Private market liquidity is splitting into specialized products, not one universal marketplace. The same underlying activity, matching buyers and sellers in private stock, now shows up as company run tenders, employee block sales, brokered institutional trades, and derivative overlays. Each workflow favors a different owner. Carta and Nasdaq Private Market are strongest when the company wants control, Forge and similar brokers are strongest when investors want direct access, and Caplight is building around institutional price discovery and hedging.

  • The market already broke into distinct lanes years ago. Company sponsored tenders became the main driver of volume, while platforms like Forge and EquityZen handled employee and investor trades, and inter broker systems like Zanbato served institutions. That structure makes vertical competition a feature of the market, not a temporary phase.
  • Tender offers look simple, but simplicity is a separate product choice. They give issuers control over who sells, who buys, and how much stock moves, but often rely on last round pricing and can underprice employees. Auction style products try to fix that with better price discovery, which is why issuer control and fair pricing are now separate battlegrounds.
  • Caplight sits in a different vertical from the company facing tender platforms.
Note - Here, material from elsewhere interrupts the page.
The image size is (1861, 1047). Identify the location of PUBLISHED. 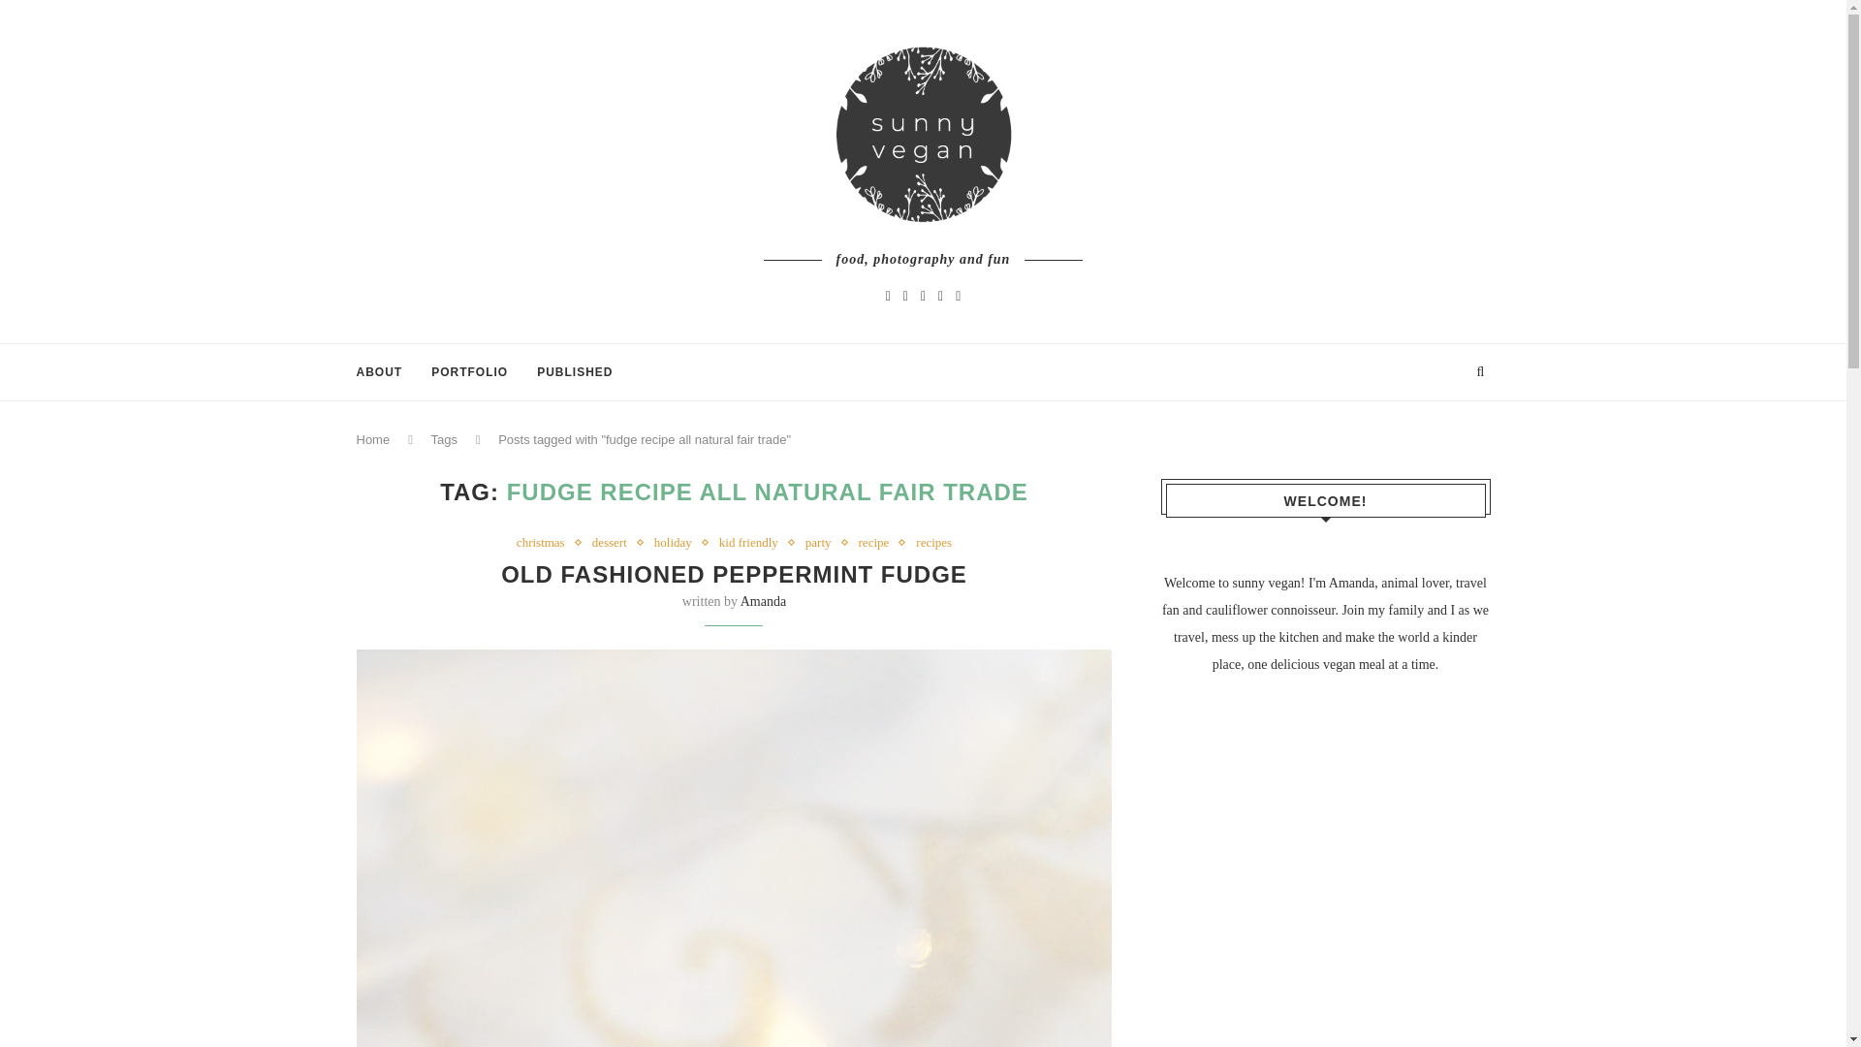
(574, 372).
Its role is closer to market infrastructure for institutions and brokers, using secondary pricing data to support block trading and eventually derivatives, rather than winning the company workflow for every liquidity event.

The next phase is more bundling around each workflow. Issuer platforms will add tender operations, transfers, disclosures, and tax handling. Broker and data platforms will add execution tools, pricing, and risk products. As private companies stay private longer, the winners will be the firms that become default software for one recurring job, not the ones trying to own every form of secondary trading at once.